“San Andreas” — The Story of a Poem

In a poem, I like to play around with perspective.
I like to take the reader out of human-scale thinking and put them on another plane, of time or place. Humans think “history” means 1776 or 1849. I want to remind the reader of the history that happened millions of years ago, way before us.
“San Andreas” is a poem I wrote for Siren Call, SF, my 2019 poetry-photography collaboration with San Francisco photographer Dwayne Newton.
“San Andreas” is the opening poem in the book, accompanied by one of Dwayne’s stunning images. His coastline photo is more like an abstract painting.
The poem’s title is associated with a major earthquake fault, running north to south along California’s coast. The San Andreas fault is where the Pacific and North American plates meet. It’s the scene of significant devastation, like the 1906 San Francisco Earthquake and the 1989 Loma Prieta Earthquake. The California coastline looks like it does because of the fault.
But then I mix it up for you — the fault line, seen from space, is merely a wrinkle in someone’s forehead, a minor afterthought.
As if it was a bowl or a tub, I ask the reader to fill it with saltwater. I’m asking the reader to create San Francisco Bay in the open space of the fault line. The bay becomes a “teardrop,” seen from above.
San Francisco is now a vibrant, modern city of a close to one million souls (and some cool restaurants and ultra-modern tech companies).
But we know from geology, that the Embarcadero was once a marshy backwater in “earth story” and “earth time.”
The poem ends with ancient, mythical creatures swimming by the Embarcadero, where there are ferry boats and farmers markets now.
I’d forgotten what a playful poem this is.
It leads off the book, and let’s the reader know that this will be a totally different look at San Francisco, compared to the tourist or resident perspective.
That’s my job as a writer, to alter what you think you know.
Siren Call SF: images by Dwayne Newton, poems by Jon Obermeyer. Book design by John Miller and Foreword by Jeff Greenwald.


◆ TASK GOAL
Type out each entry exactly as it appears, but keep every image out.

◆ Dataset items
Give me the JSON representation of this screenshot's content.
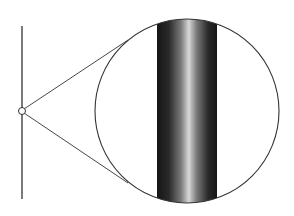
{
  "diagram": {
    "colors": {
      "background": "#ffffff",
      "stroke": "#333333",
      "band_dark": "#151515",
      "band_mid": "#6a6a6a",
      "band_light": "#d8d8d8"
    },
    "wire_line": {
      "x": 22,
      "y1": 26,
      "y2": 199
    },
    "focus_point": {
      "cx": 22,
      "cy": 111,
      "r": 3.5
    },
    "magnifier": {
      "cx": 187,
      "cy": 111,
      "r": 92
    },
    "callout_lines": [
      {
        "x1": 24,
        "y1": 109,
        "x2": 128,
        "y2": 40
      },
      {
        "x1": 24,
        "y1": 113,
        "x2": 128,
        "y2": 183
      }
    ],
    "magnified_band": {
      "x": 157,
      "width": 60
    }
  }
}
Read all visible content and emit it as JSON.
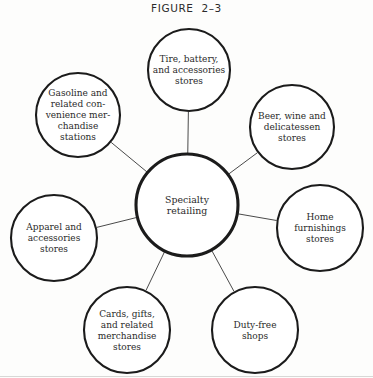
{
  "figure": {
    "title": "FIGURE  2–3",
    "kind": "hub-and-spoke concept map",
    "background_color": "#fdfdfc",
    "line_color": "#1b1b1b"
  },
  "hub": {
    "id": "specialty-retailing",
    "lines": [
      "Specialty",
      "retailing"
    ],
    "cx": 187,
    "cy": 205,
    "r": 51
  },
  "satellites": [
    {
      "id": "tire-battery-accessories-stores",
      "lines": [
        "Tire, battery,",
        "and accessories",
        "stores"
      ],
      "cx": 189,
      "cy": 70,
      "r": 41
    },
    {
      "id": "beer-wine-delicatessen-stores",
      "lines": [
        "Beer, wine and",
        "delicatessen",
        "stores"
      ],
      "cx": 292,
      "cy": 127,
      "r": 42
    },
    {
      "id": "home-furnishings-stores",
      "lines": [
        "Home",
        "furnishings",
        "stores"
      ],
      "cx": 320,
      "cy": 228,
      "r": 43
    },
    {
      "id": "duty-free-shops",
      "lines": [
        "Duty-free",
        "shops"
      ],
      "cx": 255,
      "cy": 330,
      "r": 43
    },
    {
      "id": "cards-gifts-related-merchandise-stores",
      "lines": [
        "Cards, gifts,",
        "and related",
        "merchandise",
        "stores"
      ],
      "cx": 127,
      "cy": 330,
      "r": 43
    },
    {
      "id": "apparel-and-accessories-stores",
      "lines": [
        "Apparel and",
        "accessories",
        "stores"
      ],
      "cx": 54,
      "cy": 238,
      "r": 43
    },
    {
      "id": "gasoline-related-convenience-merchandise-stations",
      "lines": [
        "Gasoline and",
        "related con-",
        "venience mer-",
        "chandise",
        "stations"
      ],
      "cx": 78,
      "cy": 115,
      "r": 42
    }
  ]
}
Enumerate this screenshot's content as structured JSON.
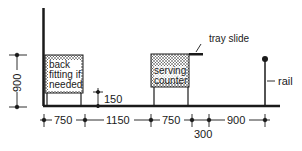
{
  "diagram": {
    "labels": {
      "back_fitting_line1": "back",
      "back_fitting_line2": "fitting if",
      "back_fitting_line3": "needed",
      "serving_line1": "serving",
      "serving_line2": "counter",
      "tray_slide": "tray slide",
      "rail": "rail"
    },
    "dimensions": {
      "height_900": "900",
      "gap_150": "150",
      "d1": "750",
      "d2": "1150",
      "d3": "750",
      "d4": "300",
      "d5": "900"
    },
    "colors": {
      "ink": "#1a1a1a",
      "background": "#ffffff"
    }
  }
}
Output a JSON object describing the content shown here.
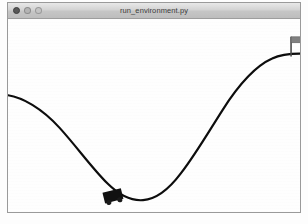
{
  "window": {
    "title": "run_environment.py",
    "controls": [
      {
        "name": "close",
        "label": "Close",
        "color": "#585858"
      },
      {
        "name": "minimize",
        "label": "Minimize",
        "color": "#b4b4b4"
      },
      {
        "name": "maximize",
        "label": "Maximize",
        "color": "#c4c4c4"
      }
    ]
  },
  "render": {
    "environment_name": "MountainCar",
    "background_color": "#fefefe",
    "terrain_color": "#0d0d0d",
    "terrain_width": 2.2,
    "car_color": "#111111",
    "wheel_color": "#1a1a1a",
    "flag_pole_color": "#4a4a4a",
    "flag_color": "#808080",
    "terrain_path": "M 0 77 C 14 79 34 90 52 110 C 70 130 84 150 100 166 C 112 178 124 184 136 183 C 150 182 162 172 174 156 C 188 138 202 114 216 92 C 230 70 248 48 266 40 C 274 36 282 35 294 35",
    "car": {
      "x": 107,
      "y": 184,
      "width": 19,
      "height": 11,
      "rotation": -14,
      "wheel_radius": 2.6
    },
    "flag": {
      "pole_x": 285,
      "pole_top_y": 18,
      "pole_bottom_y": 38,
      "banner_width": 10,
      "banner_height": 6
    }
  }
}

◆ THE COMPLETED TASK
Give me the JSON representation of this screenshot's content.
{
  "diagram": {
    "colors": {
      "background": "#ffffff",
      "stroke": "#333333",
      "band_dark": "#151515",
      "band_mid": "#6a6a6a",
      "band_light": "#d8d8d8"
    },
    "wire_line": {
      "x": 22,
      "y1": 26,
      "y2": 199
    },
    "focus_point": {
      "cx": 22,
      "cy": 111,
      "r": 3.5
    },
    "magnifier": {
      "cx": 187,
      "cy": 111,
      "r": 92
    },
    "callout_lines": [
      {
        "x1": 24,
        "y1": 109,
        "x2": 128,
        "y2": 40
      },
      {
        "x1": 24,
        "y1": 113,
        "x2": 128,
        "y2": 183
      }
    ],
    "magnified_band": {
      "x": 157,
      "width": 60
    }
  }
}
Read all visible content and emit it as JSON.
{
  "figure": {
    "title": "FIGURE  2–3",
    "kind": "hub-and-spoke concept map",
    "background_color": "#fdfdfc",
    "line_color": "#1b1b1b"
  },
  "hub": {
    "id": "specialty-retailing",
    "lines": [
      "Specialty",
      "retailing"
    ],
    "cx": 187,
    "cy": 205,
    "r": 51
  },
  "satellites": [
    {
      "id": "tire-battery-accessories-stores",
      "lines": [
        "Tire, battery,",
        "and accessories",
        "stores"
      ],
      "cx": 189,
      "cy": 70,
      "r": 41
    },
    {
      "id": "beer-wine-delicatessen-stores",
      "lines": [
        "Beer, wine and",
        "delicatessen",
        "stores"
      ],
      "cx": 292,
      "cy": 127,
      "r": 42
    },
    {
      "id": "home-furnishings-stores",
      "lines": [
        "Home",
        "furnishings",
        "stores"
      ],
      "cx": 320,
      "cy": 228,
      "r": 43
    },
    {
      "id": "duty-free-shops",
      "lines": [
        "Duty-free",
        "shops"
      ],
      "cx": 255,
      "cy": 330,
      "r": 43
    },
    {
      "id": "cards-gifts-related-merchandise-stores",
      "lines": [
        "Cards, gifts,",
        "and related",
        "merchandise",
        "stores"
      ],
      "cx": 127,
      "cy": 330,
      "r": 43
    },
    {
      "id": "apparel-and-accessories-stores",
      "lines": [
        "Apparel and",
        "accessories",
        "stores"
      ],
      "cx": 54,
      "cy": 238,
      "r": 43
    },
    {
      "id": "gasoline-related-convenience-merchandise-stations",
      "lines": [
        "Gasoline and",
        "related con-",
        "venience mer-",
        "chandise",
        "stations"
      ],
      "cx": 78,
      "cy": 115,
      "r": 42
    }
  ]
}
Enumerate this screenshot's content as structured JSON.
{
  "diagram": {
    "labels": {
      "back_fitting_line1": "back",
      "back_fitting_line2": "fitting if",
      "back_fitting_line3": "needed",
      "serving_line1": "serving",
      "serving_line2": "counter",
      "tray_slide": "tray slide",
      "rail": "rail"
    },
    "dimensions": {
      "height_900": "900",
      "gap_150": "150",
      "d1": "750",
      "d2": "1150",
      "d3": "750",
      "d4": "300",
      "d5": "900"
    },
    "colors": {
      "ink": "#1a1a1a",
      "background": "#ffffff"
    }
  }
}
Output a JSON object describing the content shown here.
{
  "window": {
    "title": "run_environment.py",
    "controls": [
      {
        "name": "close",
        "label": "Close",
        "color": "#585858"
      },
      {
        "name": "minimize",
        "label": "Minimize",
        "color": "#b4b4b4"
      },
      {
        "name": "maximize",
        "label": "Maximize",
        "color": "#c4c4c4"
      }
    ]
  },
  "render": {
    "environment_name": "MountainCar",
    "background_color": "#fefefe",
    "terrain_color": "#0d0d0d",
    "terrain_width": 2.2,
    "car_color": "#111111",
    "wheel_color": "#1a1a1a",
    "flag_pole_color": "#4a4a4a",
    "flag_color": "#808080",
    "terrain_path": "M 0 77 C 14 79 34 90 52 110 C 70 130 84 150 100 166 C 112 178 124 184 136 183 C 150 182 162 172 174 156 C 188 138 202 114 216 92 C 230 70 248 48 266 40 C 274 36 282 35 294 35",
    "car": {
      "x": 107,
      "y": 184,
      "width": 19,
      "height": 11,
      "rotation": -14,
      "wheel_radius": 2.6
    },
    "flag": {
      "pole_x": 285,
      "pole_top_y": 18,
      "pole_bottom_y": 38,
      "banner_width": 10,
      "banner_height": 6
    }
  }
}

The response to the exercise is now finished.